▶ Data excerpts:
------------------------------------------------------------------------

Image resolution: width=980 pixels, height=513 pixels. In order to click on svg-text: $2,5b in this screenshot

------------------------------------------------------------------------

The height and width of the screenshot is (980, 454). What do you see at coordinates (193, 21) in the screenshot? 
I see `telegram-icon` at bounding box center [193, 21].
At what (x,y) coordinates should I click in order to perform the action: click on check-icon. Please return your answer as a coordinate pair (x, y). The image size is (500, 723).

------------------------------------------------------------------------

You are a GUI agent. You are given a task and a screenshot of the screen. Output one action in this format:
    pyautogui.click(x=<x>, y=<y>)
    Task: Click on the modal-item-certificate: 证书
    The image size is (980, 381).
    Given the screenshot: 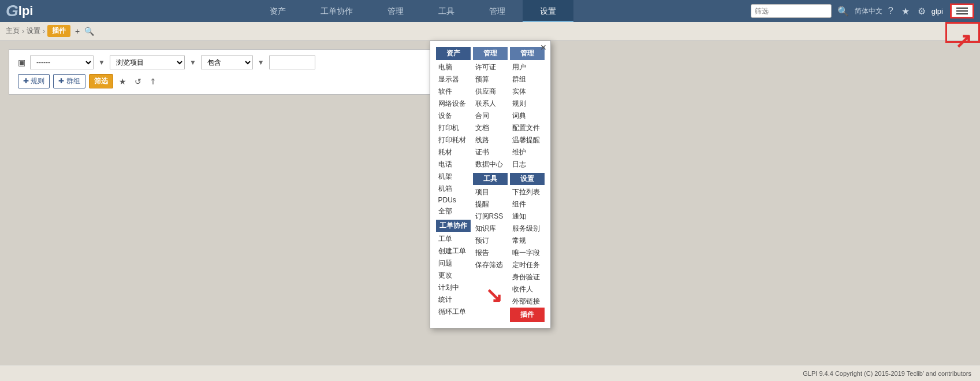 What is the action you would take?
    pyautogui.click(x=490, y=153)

------------------------------------------------------------------------

Your task is to list each line of the records with the word "order".

Image resolution: width=980 pixels, height=513 pixels. In order to click on svg-text: $2,5b in this screenshot
At what (x,y) coordinates should I click in order to perform the action: click on check-icon. Please return your answer as a coordinate pair (x, y). The image size is (500, 723).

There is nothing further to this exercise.